The Mudcat Café TM
Thread #72779   Message #3190421
Posted By: Q (Frank Staplin)
18-Jul-11 - 10:26 PM
Thread Name: Lyr Add: Hanging Johnny (from Great Lakes sailors)
Subject: Lyr Add: HANGING JOHNNY
Lyr. Add: HANGING JOHNNY

They call me "Hanging Johnny,"
Away I oh!
They say I hang for money.
So hang, boys, hang!

Why did you hang your daddy,
And then your mother, laddie!

They say I hung my mother,
And then I hung my brother.

I hung my sister Nancy,
Because I took a fancy.

A rope, a beam, a ladder,
I hung them all together.

They call me "Hanging Johnny,"
But I never hung nobody.

I'd hang a brutal mother,
The same as any other.

I'd hang a noted liar,
I'd hang a bloated Friar.

I'd hang a highway robber,
I'd hang a burglar jobber.

I'd hang all wrong and folly,
And hang to make things jolly.

A rope, a beam, a ladder,
I'd hang them all together.

Come hang and sway together,
And hang for finer weather.

They call me "Hanging Johnny,
But I never hung nobody.

"The words "Hang, boys, hang," are used in a topsail-halliard hoist, when sweating up the yard "two blocks" where,
in swaying off, the whole weight of the body is used. The sing-out, from some old shellback, usually being words such as "Hang, heavy! Hang, buttocks! Hang you sons of -------, Hang."
After setting the topsails, we gave her the main-topgallant sail, which was all she could carry in a heavy head-sea. The decks were awash all day.
".... the chantey was sung with a jerk and a swing as only chanteys in 6/8 time can be sung. While the words were of Negro extraction, yet it was a great favorite with us and sung nearly every time the topsails were hoisted."

With musical score.
Frederick Pease Harlow, 1928, The Making of a Sailor, Dover reprint of Publication Number 17 of the Marine Research Society, Salem, MA.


Brief –
Match the word "this". Return each line of the data below where it appears.

*** Opening of Materials provided ***

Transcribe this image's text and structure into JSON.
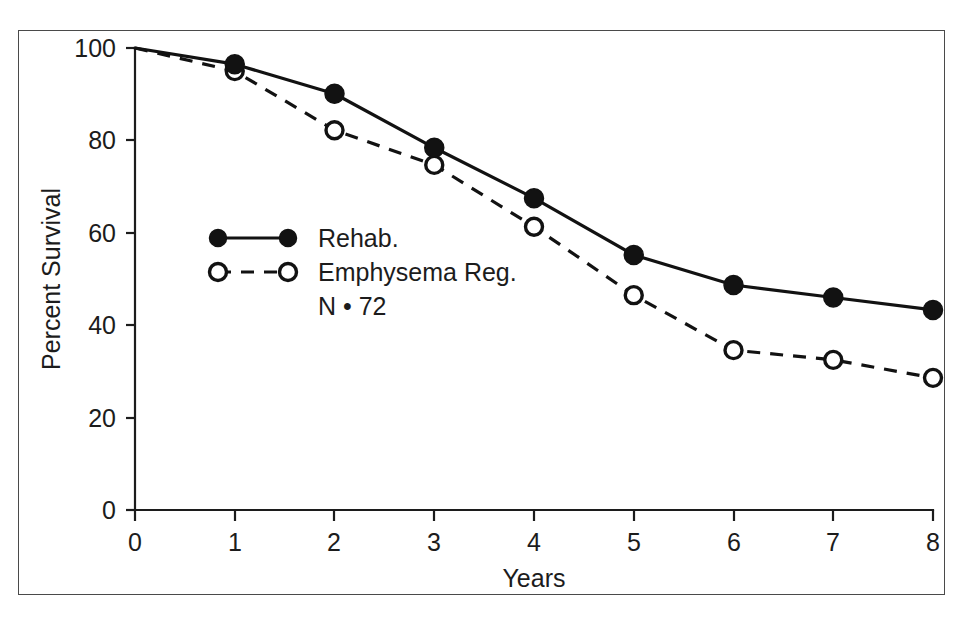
{
  "chart_data": {
    "type": "line",
    "title": "",
    "subtitle": "",
    "xlabel": "Years",
    "ylabel": "Percent Survival",
    "x": [
      0,
      1,
      2,
      3,
      4,
      5,
      6,
      7,
      8
    ],
    "xlim": [
      0,
      8
    ],
    "ylim": [
      0,
      100
    ],
    "xticks": [
      "0",
      "1",
      "2",
      "3",
      "4",
      "5",
      "6",
      "7",
      "8"
    ],
    "yticks": [
      "0",
      "20",
      "40",
      "60",
      "80",
      "100"
    ],
    "ytick_values": [
      0,
      20,
      40,
      60,
      80,
      100
    ],
    "grid": false,
    "legend_position": "inside-left-middle",
    "annotations": [
      "N • 72"
    ],
    "series": [
      {
        "name": "Rehab.",
        "marker": "filled-circle",
        "linestyle": "solid",
        "color": "#121212",
        "values": [
          100,
          96.5,
          90.1,
          78.4,
          67.5,
          55.2,
          48.7,
          46.0,
          43.3
        ]
      },
      {
        "name": "Emphysema Reg.",
        "marker": "open-circle",
        "linestyle": "dashed",
        "color": "#121212",
        "values": [
          100,
          95.0,
          82.2,
          74.7,
          61.3,
          46.5,
          34.6,
          32.5,
          28.6
        ]
      }
    ]
  },
  "legend": {
    "entries": [
      {
        "label": "Rehab."
      },
      {
        "label": "Emphysema Reg."
      }
    ],
    "note": "N • 72"
  },
  "axes": {
    "x_title": "Years",
    "y_title": "Percent Survival"
  },
  "colors": {
    "ink": "#121212",
    "frame": "#4a4a4a",
    "background": "#ffffff"
  }
}
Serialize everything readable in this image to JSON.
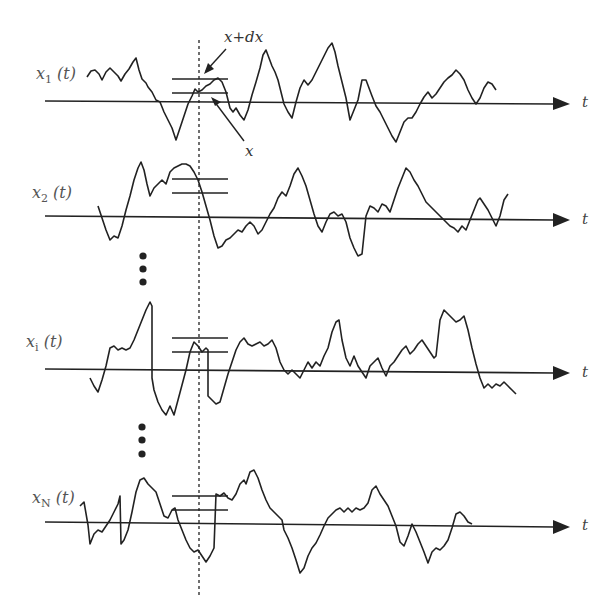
{
  "figure": {
    "signals": [
      {
        "label_main": "x",
        "label_sub": "1",
        "label_arg": " (t)",
        "axis_label": "t"
      },
      {
        "label_main": "x",
        "label_sub": "2",
        "label_arg": " (t)",
        "axis_label": "t"
      },
      {
        "label_main": "x",
        "label_sub": "i",
        "label_arg": " (t)",
        "axis_label": "t"
      },
      {
        "label_main": "x",
        "label_sub": "N",
        "label_arg": " (t)",
        "axis_label": "t"
      }
    ],
    "annotations": {
      "upper_level": "x+dx",
      "lower_level": "x"
    },
    "ellipsis": "⋮"
  }
}
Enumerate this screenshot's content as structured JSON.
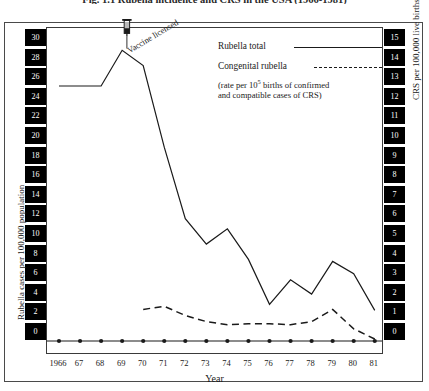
{
  "figure": {
    "title": "Fig. 1.1  Rubella incidence and CRS in the USA (1966-1981)"
  },
  "annotation": {
    "vaccine_label": "Vaccine licensed",
    "vaccine_icon": "syringe-icon",
    "vaccine_year": 1969
  },
  "legend": {
    "items": [
      {
        "label": "Rubella total",
        "style": "solid"
      },
      {
        "label": "Congenital rubella",
        "style": "dashed"
      }
    ],
    "note_line1_a": "(rate per 10",
    "note_line1_sup": "5",
    "note_line1_b": " births of confirmed",
    "note_line2": "and compatible cases of CRS)"
  },
  "axes": {
    "y_left_title": "Rubella cases per 100,000 population",
    "y_right_title": "CRS per 100,000 live births",
    "x_title": "Year",
    "y_left_ticks": [
      30,
      28,
      26,
      24,
      22,
      20,
      18,
      16,
      14,
      12,
      10,
      8,
      6,
      4,
      2,
      0
    ],
    "y_right_ticks": [
      15,
      14,
      13,
      12,
      11,
      10,
      9,
      8,
      7,
      6,
      5,
      4,
      3,
      2,
      1,
      0
    ],
    "x_ticks": [
      "1966",
      "67",
      "68",
      "69",
      "70",
      "71",
      "72",
      "73",
      "74",
      "75",
      "76",
      "77",
      "78",
      "79",
      "80",
      "81"
    ]
  },
  "chart_data": {
    "type": "line",
    "title": "Fig. 1.1  Rubella incidence and CRS in the USA (1966-1981)",
    "xlabel": "Year",
    "ylabel": "Rubella cases per 100,000 population",
    "y2label": "CRS per 100,000 live births",
    "x": [
      1966,
      1967,
      1968,
      1969,
      1970,
      1971,
      1972,
      1973,
      1974,
      1975,
      1976,
      1977,
      1978,
      1979,
      1980,
      1981
    ],
    "xlim": [
      1966,
      1981
    ],
    "ylim": [
      0,
      30
    ],
    "y2lim": [
      0,
      15
    ],
    "grid": false,
    "legend_position": "upper-right",
    "series": [
      {
        "name": "Rubella total",
        "style": "solid",
        "axis": "left",
        "color": "#1a1a1a",
        "values": [
          25.0,
          25.0,
          25.0,
          28.5,
          27.0,
          19.0,
          12.0,
          9.5,
          11.0,
          8.0,
          3.6,
          6.0,
          4.6,
          7.8,
          6.6,
          3.0
        ]
      },
      {
        "name": "Congenital rubella",
        "style": "dashed",
        "axis": "right",
        "color": "#1a1a1a",
        "values": [
          null,
          null,
          null,
          null,
          1.55,
          1.7,
          1.25,
          0.95,
          0.8,
          0.85,
          0.85,
          0.8,
          0.95,
          1.55,
          0.6,
          0.1
        ]
      }
    ]
  }
}
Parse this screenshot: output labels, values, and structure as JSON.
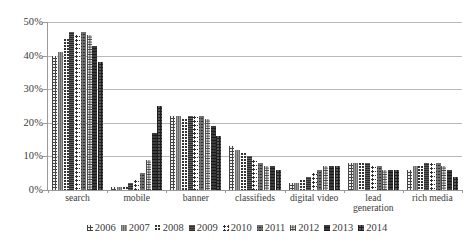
{
  "chart_data": {
    "type": "bar",
    "title": "",
    "subtitle": "",
    "xlabel": "",
    "ylabel": "",
    "ylim": [
      0,
      50
    ],
    "ytick_values": [
      0,
      10,
      20,
      30,
      40,
      50
    ],
    "ytick_labels": [
      "0%",
      "10%",
      "20%",
      "30%",
      "40%",
      "50%"
    ],
    "grid": true,
    "legend_position": "bottom",
    "value_unit": "%",
    "categories": [
      "search",
      "mobile",
      "banner",
      "classifieds",
      "digital video",
      "lead generation",
      "rich media"
    ],
    "category_lines": [
      [
        "search"
      ],
      [
        "mobile"
      ],
      [
        "banner"
      ],
      [
        "classifieds"
      ],
      [
        "digital video"
      ],
      [
        "lead",
        "generation"
      ],
      [
        "rich media"
      ]
    ],
    "series": [
      {
        "name": "2006",
        "values": [
          40,
          1,
          22,
          13,
          2,
          8,
          6
        ]
      },
      {
        "name": "2007",
        "values": [
          41,
          1,
          22,
          12,
          2,
          8,
          7
        ]
      },
      {
        "name": "2008",
        "values": [
          45,
          1,
          21,
          11,
          3,
          8,
          7
        ]
      },
      {
        "name": "2009",
        "values": [
          47,
          2,
          22,
          10,
          4,
          8,
          8
        ]
      },
      {
        "name": "2010",
        "values": [
          46,
          3,
          22,
          9,
          5,
          7,
          8
        ]
      },
      {
        "name": "2011",
        "values": [
          47,
          5,
          22,
          8,
          6,
          7,
          8
        ]
      },
      {
        "name": "2012",
        "values": [
          46,
          9,
          21,
          7,
          7,
          6,
          7
        ]
      },
      {
        "name": "2013",
        "values": [
          43,
          17,
          19,
          7,
          7,
          6,
          6
        ]
      },
      {
        "name": "2014",
        "values": [
          38,
          25,
          16,
          6,
          7,
          6,
          4
        ]
      }
    ]
  }
}
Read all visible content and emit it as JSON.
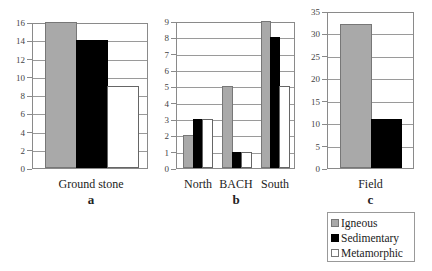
{
  "chart_data": [
    {
      "type": "bar",
      "panel": "a",
      "title": "",
      "categories": [
        "Ground stone"
      ],
      "series": [
        {
          "name": "Igneous",
          "values": [
            16
          ]
        },
        {
          "name": "Sedimentary",
          "values": [
            14
          ]
        },
        {
          "name": "Metamorphic",
          "values": [
            9
          ]
        }
      ],
      "xlabel": "Ground stone",
      "ylabel": "",
      "ylim": [
        0,
        16
      ],
      "yticks": [
        0,
        2,
        4,
        6,
        8,
        10,
        12,
        14,
        16
      ],
      "grid": true
    },
    {
      "type": "bar",
      "panel": "b",
      "title": "",
      "categories": [
        "North",
        "BACH",
        "South"
      ],
      "series": [
        {
          "name": "Igneous",
          "values": [
            2,
            5,
            9
          ]
        },
        {
          "name": "Sedimentary",
          "values": [
            3,
            1,
            8
          ]
        },
        {
          "name": "Metamorphic",
          "values": [
            3,
            1,
            5
          ]
        }
      ],
      "xlabel": "",
      "ylabel": "",
      "ylim": [
        0,
        9
      ],
      "yticks": [
        0,
        1,
        2,
        3,
        4,
        5,
        6,
        7,
        8,
        9
      ],
      "grid": true
    },
    {
      "type": "bar",
      "panel": "c",
      "title": "",
      "categories": [
        "Field"
      ],
      "series": [
        {
          "name": "Igneous",
          "values": [
            32
          ]
        },
        {
          "name": "Sedimentary",
          "values": [
            11
          ]
        },
        {
          "name": "Metamorphic",
          "values": [
            0
          ]
        }
      ],
      "xlabel": "Field",
      "ylabel": "",
      "ylim": [
        0,
        35
      ],
      "yticks": [
        0,
        5,
        10,
        15,
        20,
        25,
        30,
        35
      ],
      "grid": true
    }
  ],
  "panels": {
    "a": {
      "label": "a",
      "category": "Ground stone"
    },
    "b": {
      "label": "b",
      "categories": [
        "North",
        "BACH",
        "South"
      ]
    },
    "c": {
      "label": "c",
      "category": "Field"
    }
  },
  "legend": {
    "position": "bottom-right",
    "items": [
      {
        "label": "Igneous",
        "color": "#a9a9a9"
      },
      {
        "label": "Sedimentary",
        "color": "#000000"
      },
      {
        "label": "Metamorphic",
        "color": "#ffffff"
      }
    ]
  }
}
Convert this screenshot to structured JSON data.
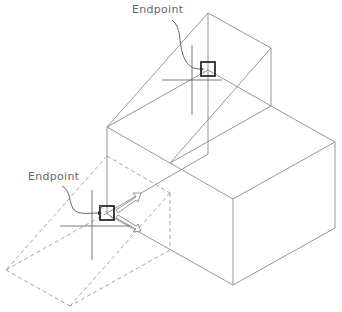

*** Close of Materials provided ***

Task solution –
Transcribe this image's text and structure into JSON.
Serialize everything readable in this image to JSON.
Enumerate this screenshot's content as structured JSON.
Parse this screenshot: output labels, values, and structure as JSON.
Convert this screenshot to structured JSON data.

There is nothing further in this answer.